GBP faces two profit-taking risks after three days of appreciation. GBP/USD bounced off a trendline support at 1.26 last Friday and met trendline resistances around 1.2735-40 on Tuesday. First, UK Chancellor of the Exchequer Jeremy Hunt’s Spring Budget announcement will likely fall short of expectations. The expected personal tax cuts will unlikely be large enough to satisfy the Tory MPs’ hopes for a boost with voters or to the UK economy ahead of the next general elections due by January 2025. Given the need to finance the tax cuts with fiscal spending, the Office for Budget Responsibility will likely lower its 2024 GDP growth forecast from the 0.7% projected in November. The Bank of England correctly anticipated the technical recession but is not rushing to lower rates. For the BOE meeting on March 21, let’s see if BOE Governor Andrew Bailey remains comfortable with interest rate futures projecting the first cut in June or August. Bailey told the Treasury Select Committee that inflation on February 20, the BOE did not need inflation to hit the 2% target to cut rates. With CPI inflation falling at 3.9-4% for three months into January, let’s see if the BOE will stick by its earlier projection for CPI inflation to hit 2% in spring before rising again in the rest of 2024.
Second, Fed Chair Jerome Powell will confront and resist pressures from US lawmakers to cut interest rates at his semi-annual testimony on monetary policy before the House Financial Services Committee today and before the Senate Banking Committee tomorrow. At the FOMC meeting on January 31, Powell said a rate cut was not the base scenario at the March 20 meeting. Despite a letter from Senator Elizabeth and three Democratic lawmakers urging immediate action to relieve homeowners from high mortgage rates, Powell and Fed officials have been advocating patience on the resilience of the US economy and labour market. Atlanta Fed President Raphael Bostic, a voting FOMC member, favours delivering the first Fed cut in 3Q24, later than the futures’ projection for a June cut. The data-dependent market sees today’s ADP employment data increasing to 150k (consensus) in February from 107k in January, and Friday’s nonfarm payrolls holding at/above the 200k level. Next week, consensus expects CPI inflation to increase again to 0.4% MoM in February after rising to 0.3% in January from 0.2% in the previous month. Not surprisingly, DXY bounced off the floor of its two-week range between 103.6 and 104.2.
Quote of the day
"If people knew how hard I worked to get my mastery, it wouldn’t seem so wonderful at all.”
Michelangelo (born 6 March 1475)
6 March in history
Ghana becomes the first African country to gain independence from colonial rule in 1957.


Exercise brief
From the material beneath, pull every line with the word "type".

----

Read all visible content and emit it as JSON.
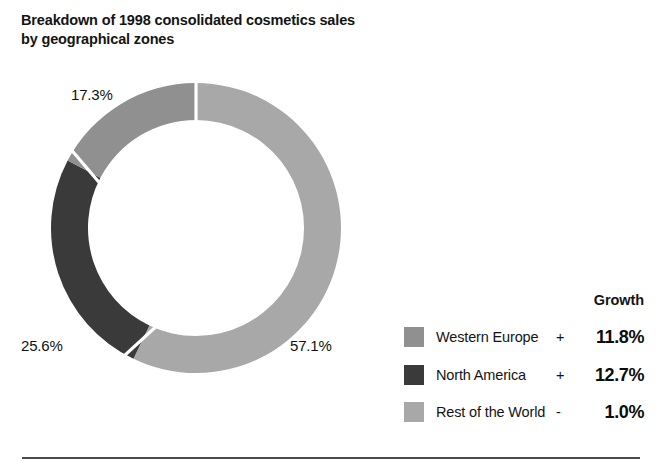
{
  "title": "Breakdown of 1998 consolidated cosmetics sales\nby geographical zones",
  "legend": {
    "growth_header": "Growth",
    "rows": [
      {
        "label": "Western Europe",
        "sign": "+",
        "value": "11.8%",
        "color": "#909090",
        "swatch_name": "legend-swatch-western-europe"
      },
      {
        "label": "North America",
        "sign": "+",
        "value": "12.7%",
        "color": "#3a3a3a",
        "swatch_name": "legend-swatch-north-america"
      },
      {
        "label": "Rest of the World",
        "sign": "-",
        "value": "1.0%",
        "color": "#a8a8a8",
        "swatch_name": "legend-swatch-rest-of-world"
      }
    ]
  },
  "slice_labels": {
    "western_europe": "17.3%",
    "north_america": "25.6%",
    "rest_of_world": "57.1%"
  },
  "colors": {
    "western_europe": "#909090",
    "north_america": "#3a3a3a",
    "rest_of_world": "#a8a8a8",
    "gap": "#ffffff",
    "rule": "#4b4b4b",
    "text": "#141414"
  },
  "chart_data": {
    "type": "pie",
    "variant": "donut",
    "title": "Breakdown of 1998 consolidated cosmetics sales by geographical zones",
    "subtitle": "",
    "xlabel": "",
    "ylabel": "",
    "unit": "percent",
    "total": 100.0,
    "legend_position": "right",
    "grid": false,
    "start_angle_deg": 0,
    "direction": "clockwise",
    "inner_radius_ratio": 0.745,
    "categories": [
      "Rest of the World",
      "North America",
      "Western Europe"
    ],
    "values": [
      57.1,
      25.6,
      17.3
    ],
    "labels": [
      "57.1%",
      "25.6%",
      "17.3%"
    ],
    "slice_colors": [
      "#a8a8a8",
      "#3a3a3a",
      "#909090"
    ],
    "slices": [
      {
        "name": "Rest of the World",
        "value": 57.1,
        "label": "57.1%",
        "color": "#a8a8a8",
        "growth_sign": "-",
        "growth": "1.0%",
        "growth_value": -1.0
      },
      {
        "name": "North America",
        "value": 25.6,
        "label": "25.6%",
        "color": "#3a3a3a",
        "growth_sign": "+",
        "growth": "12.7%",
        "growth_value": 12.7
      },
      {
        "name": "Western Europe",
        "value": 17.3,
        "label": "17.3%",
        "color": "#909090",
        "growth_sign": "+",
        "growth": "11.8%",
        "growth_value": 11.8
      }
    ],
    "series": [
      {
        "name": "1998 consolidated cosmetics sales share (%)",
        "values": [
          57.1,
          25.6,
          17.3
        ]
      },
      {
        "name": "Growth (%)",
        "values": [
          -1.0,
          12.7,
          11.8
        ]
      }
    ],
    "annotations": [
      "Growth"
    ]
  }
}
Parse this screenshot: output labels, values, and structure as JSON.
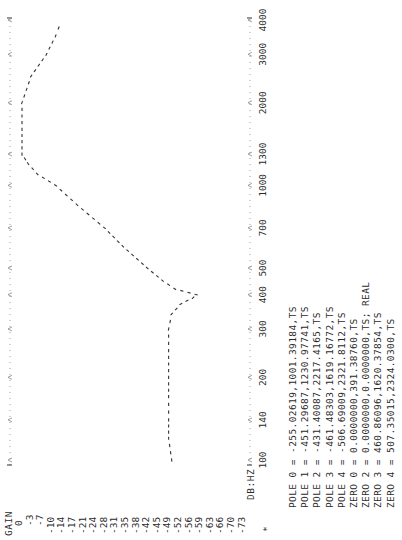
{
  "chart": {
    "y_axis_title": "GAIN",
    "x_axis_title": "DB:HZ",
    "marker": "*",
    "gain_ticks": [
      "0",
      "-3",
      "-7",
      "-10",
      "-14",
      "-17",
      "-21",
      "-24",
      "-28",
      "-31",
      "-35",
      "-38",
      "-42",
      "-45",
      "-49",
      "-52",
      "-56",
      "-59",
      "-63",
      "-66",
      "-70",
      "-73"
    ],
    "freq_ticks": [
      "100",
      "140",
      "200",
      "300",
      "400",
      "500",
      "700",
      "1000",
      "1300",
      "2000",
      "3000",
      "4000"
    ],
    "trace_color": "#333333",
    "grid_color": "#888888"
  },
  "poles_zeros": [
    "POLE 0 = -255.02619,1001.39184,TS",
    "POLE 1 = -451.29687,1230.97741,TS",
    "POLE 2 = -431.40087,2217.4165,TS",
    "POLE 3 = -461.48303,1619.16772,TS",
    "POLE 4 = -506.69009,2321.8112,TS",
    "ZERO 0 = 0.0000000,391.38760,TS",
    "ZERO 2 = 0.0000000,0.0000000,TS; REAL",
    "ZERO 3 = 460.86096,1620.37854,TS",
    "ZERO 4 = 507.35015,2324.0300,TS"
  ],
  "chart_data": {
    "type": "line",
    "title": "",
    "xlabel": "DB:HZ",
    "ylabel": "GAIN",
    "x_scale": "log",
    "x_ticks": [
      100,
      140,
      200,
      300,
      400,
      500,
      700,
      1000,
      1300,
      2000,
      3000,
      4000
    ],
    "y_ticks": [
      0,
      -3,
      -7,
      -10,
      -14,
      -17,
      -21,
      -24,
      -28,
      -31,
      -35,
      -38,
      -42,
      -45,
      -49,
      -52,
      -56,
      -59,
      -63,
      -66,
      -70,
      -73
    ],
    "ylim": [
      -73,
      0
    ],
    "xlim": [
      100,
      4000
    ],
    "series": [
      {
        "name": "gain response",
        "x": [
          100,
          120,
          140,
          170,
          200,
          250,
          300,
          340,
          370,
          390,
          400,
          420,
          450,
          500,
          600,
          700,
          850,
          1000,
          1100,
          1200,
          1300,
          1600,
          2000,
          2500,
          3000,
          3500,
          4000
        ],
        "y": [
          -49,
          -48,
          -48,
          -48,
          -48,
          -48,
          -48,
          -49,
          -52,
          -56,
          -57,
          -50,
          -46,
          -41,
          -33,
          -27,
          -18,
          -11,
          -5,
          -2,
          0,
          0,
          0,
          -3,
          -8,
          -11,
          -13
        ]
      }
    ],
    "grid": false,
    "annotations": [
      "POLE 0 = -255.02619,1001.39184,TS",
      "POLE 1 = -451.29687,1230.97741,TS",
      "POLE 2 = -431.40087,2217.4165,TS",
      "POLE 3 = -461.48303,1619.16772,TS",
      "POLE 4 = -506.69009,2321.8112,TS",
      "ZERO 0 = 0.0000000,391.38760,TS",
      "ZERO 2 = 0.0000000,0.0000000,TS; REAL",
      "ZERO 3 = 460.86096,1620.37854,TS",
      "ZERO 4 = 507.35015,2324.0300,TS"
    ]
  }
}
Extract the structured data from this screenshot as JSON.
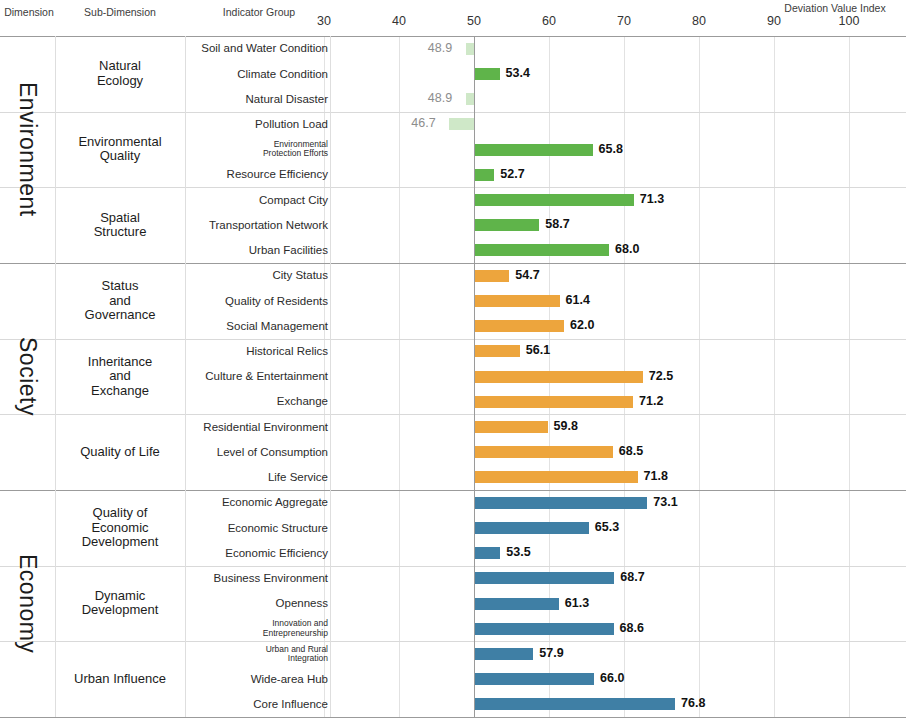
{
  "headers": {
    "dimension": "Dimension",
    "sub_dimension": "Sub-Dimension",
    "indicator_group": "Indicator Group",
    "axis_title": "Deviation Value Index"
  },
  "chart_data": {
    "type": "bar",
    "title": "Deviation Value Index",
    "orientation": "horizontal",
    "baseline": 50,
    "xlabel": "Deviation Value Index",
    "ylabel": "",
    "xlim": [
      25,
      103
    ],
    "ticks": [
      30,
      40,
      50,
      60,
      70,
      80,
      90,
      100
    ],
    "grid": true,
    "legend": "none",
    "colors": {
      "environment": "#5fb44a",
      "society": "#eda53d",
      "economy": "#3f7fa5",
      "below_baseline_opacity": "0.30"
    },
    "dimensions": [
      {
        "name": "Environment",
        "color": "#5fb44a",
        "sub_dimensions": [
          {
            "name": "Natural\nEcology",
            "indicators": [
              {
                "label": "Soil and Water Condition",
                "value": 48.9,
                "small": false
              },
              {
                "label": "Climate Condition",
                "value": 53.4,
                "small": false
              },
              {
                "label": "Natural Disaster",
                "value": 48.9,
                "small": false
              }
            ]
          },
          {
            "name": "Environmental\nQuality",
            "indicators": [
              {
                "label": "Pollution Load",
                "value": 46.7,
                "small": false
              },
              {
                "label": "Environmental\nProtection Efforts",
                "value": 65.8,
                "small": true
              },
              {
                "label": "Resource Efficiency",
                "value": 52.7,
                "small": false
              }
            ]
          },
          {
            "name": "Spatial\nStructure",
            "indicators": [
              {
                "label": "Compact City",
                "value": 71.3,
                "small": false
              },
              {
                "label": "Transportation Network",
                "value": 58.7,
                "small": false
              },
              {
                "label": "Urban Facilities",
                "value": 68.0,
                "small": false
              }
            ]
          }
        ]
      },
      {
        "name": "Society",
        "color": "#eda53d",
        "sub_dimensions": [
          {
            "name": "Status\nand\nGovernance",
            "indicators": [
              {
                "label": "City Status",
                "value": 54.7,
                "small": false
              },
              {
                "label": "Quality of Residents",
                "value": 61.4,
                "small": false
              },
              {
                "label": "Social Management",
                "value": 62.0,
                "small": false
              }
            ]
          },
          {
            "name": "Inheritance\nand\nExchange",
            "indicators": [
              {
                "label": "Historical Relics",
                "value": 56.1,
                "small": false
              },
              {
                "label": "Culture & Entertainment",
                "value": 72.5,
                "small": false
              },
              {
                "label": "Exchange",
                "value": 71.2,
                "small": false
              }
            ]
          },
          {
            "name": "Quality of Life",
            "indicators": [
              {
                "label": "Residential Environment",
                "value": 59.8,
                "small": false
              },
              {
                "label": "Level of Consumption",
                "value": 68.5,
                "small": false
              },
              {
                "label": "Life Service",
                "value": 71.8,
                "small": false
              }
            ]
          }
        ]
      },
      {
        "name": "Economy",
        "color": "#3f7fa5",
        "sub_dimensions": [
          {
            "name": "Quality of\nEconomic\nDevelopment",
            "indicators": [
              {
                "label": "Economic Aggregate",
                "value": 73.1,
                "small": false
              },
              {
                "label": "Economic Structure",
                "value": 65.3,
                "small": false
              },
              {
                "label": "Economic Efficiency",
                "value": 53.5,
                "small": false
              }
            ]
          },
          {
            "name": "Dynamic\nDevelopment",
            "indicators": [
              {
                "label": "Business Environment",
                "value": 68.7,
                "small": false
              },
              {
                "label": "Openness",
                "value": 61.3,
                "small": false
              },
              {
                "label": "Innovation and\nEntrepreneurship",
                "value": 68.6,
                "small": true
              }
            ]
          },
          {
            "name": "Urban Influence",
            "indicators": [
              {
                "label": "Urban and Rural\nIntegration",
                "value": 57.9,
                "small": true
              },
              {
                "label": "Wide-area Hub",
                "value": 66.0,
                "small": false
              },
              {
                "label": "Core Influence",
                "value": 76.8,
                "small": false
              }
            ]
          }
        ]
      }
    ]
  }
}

----

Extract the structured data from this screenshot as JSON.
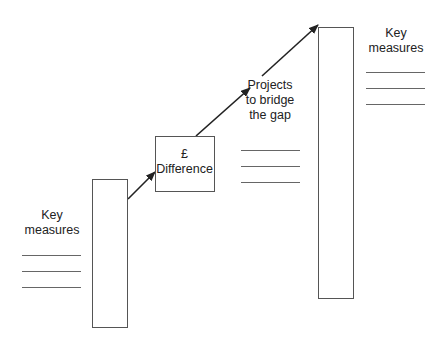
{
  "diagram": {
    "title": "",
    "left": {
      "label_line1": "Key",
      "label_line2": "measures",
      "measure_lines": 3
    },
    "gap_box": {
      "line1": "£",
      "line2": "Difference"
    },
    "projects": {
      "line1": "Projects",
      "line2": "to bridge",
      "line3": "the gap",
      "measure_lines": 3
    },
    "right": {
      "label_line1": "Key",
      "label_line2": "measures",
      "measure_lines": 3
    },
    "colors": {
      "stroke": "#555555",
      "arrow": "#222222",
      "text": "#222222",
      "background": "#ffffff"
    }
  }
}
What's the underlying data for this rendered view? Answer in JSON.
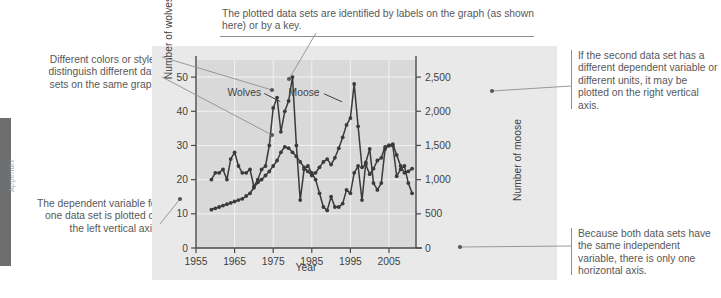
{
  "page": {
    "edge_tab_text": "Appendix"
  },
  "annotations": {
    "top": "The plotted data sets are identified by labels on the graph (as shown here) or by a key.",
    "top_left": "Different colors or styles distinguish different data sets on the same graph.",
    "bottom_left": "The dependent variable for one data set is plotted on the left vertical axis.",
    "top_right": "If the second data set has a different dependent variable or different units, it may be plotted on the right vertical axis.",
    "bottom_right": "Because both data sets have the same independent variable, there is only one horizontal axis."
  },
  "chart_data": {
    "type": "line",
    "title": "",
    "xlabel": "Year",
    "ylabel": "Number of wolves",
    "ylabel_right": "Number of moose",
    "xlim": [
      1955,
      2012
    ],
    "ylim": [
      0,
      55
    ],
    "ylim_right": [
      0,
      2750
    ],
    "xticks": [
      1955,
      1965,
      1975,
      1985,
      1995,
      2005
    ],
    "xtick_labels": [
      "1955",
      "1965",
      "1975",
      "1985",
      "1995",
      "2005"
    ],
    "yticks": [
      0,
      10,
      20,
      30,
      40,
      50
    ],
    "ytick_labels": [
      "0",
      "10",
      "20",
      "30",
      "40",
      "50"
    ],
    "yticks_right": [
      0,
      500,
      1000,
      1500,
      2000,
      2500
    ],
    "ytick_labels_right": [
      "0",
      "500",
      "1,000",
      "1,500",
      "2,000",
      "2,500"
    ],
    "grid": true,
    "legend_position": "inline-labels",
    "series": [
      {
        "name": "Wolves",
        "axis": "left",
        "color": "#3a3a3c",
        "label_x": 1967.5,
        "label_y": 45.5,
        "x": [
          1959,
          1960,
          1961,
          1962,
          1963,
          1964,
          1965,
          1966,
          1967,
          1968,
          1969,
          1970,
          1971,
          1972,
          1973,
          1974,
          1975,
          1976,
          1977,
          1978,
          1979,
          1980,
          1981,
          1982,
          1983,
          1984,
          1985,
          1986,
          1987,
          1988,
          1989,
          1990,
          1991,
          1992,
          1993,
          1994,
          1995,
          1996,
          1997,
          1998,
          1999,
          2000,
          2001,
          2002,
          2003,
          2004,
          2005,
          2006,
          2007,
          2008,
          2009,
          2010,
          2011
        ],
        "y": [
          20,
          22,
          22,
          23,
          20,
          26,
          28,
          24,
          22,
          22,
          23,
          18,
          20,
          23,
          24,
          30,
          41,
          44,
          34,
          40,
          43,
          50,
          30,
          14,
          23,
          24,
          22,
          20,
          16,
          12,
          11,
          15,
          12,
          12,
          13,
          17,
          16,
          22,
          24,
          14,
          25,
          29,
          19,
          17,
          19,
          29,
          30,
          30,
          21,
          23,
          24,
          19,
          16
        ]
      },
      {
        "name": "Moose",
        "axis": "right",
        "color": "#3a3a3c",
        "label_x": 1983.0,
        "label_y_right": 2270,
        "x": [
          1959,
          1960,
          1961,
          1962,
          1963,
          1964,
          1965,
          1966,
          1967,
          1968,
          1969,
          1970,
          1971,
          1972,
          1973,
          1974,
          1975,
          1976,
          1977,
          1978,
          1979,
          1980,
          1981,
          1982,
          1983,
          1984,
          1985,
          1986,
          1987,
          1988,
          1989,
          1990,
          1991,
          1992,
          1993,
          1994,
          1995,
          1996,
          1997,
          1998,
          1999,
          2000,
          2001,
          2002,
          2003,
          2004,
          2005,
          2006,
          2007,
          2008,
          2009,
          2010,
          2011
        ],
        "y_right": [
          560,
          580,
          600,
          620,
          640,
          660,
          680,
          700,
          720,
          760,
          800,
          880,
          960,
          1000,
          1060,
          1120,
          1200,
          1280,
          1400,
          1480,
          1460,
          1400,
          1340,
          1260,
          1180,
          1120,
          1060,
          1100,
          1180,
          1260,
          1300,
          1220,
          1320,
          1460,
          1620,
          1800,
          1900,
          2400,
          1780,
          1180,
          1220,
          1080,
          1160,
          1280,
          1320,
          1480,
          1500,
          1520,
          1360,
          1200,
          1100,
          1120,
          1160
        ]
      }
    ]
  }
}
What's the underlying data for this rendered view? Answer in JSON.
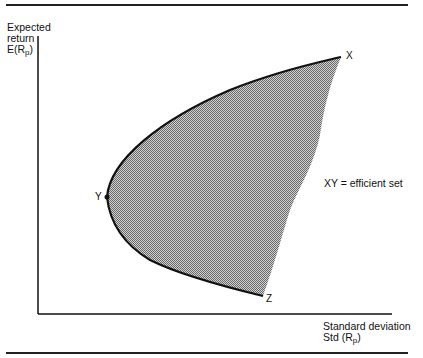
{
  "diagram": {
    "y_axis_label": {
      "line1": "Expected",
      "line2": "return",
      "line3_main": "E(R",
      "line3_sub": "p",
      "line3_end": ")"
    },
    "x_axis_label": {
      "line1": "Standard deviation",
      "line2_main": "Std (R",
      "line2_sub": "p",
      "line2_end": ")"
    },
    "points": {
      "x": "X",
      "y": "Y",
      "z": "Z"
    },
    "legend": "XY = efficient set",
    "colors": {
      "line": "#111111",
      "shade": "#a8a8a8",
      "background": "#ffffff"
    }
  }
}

----

Problem solution
    "type": "pie",
    "type": "line",
    "type": "bar",
    "type": "line",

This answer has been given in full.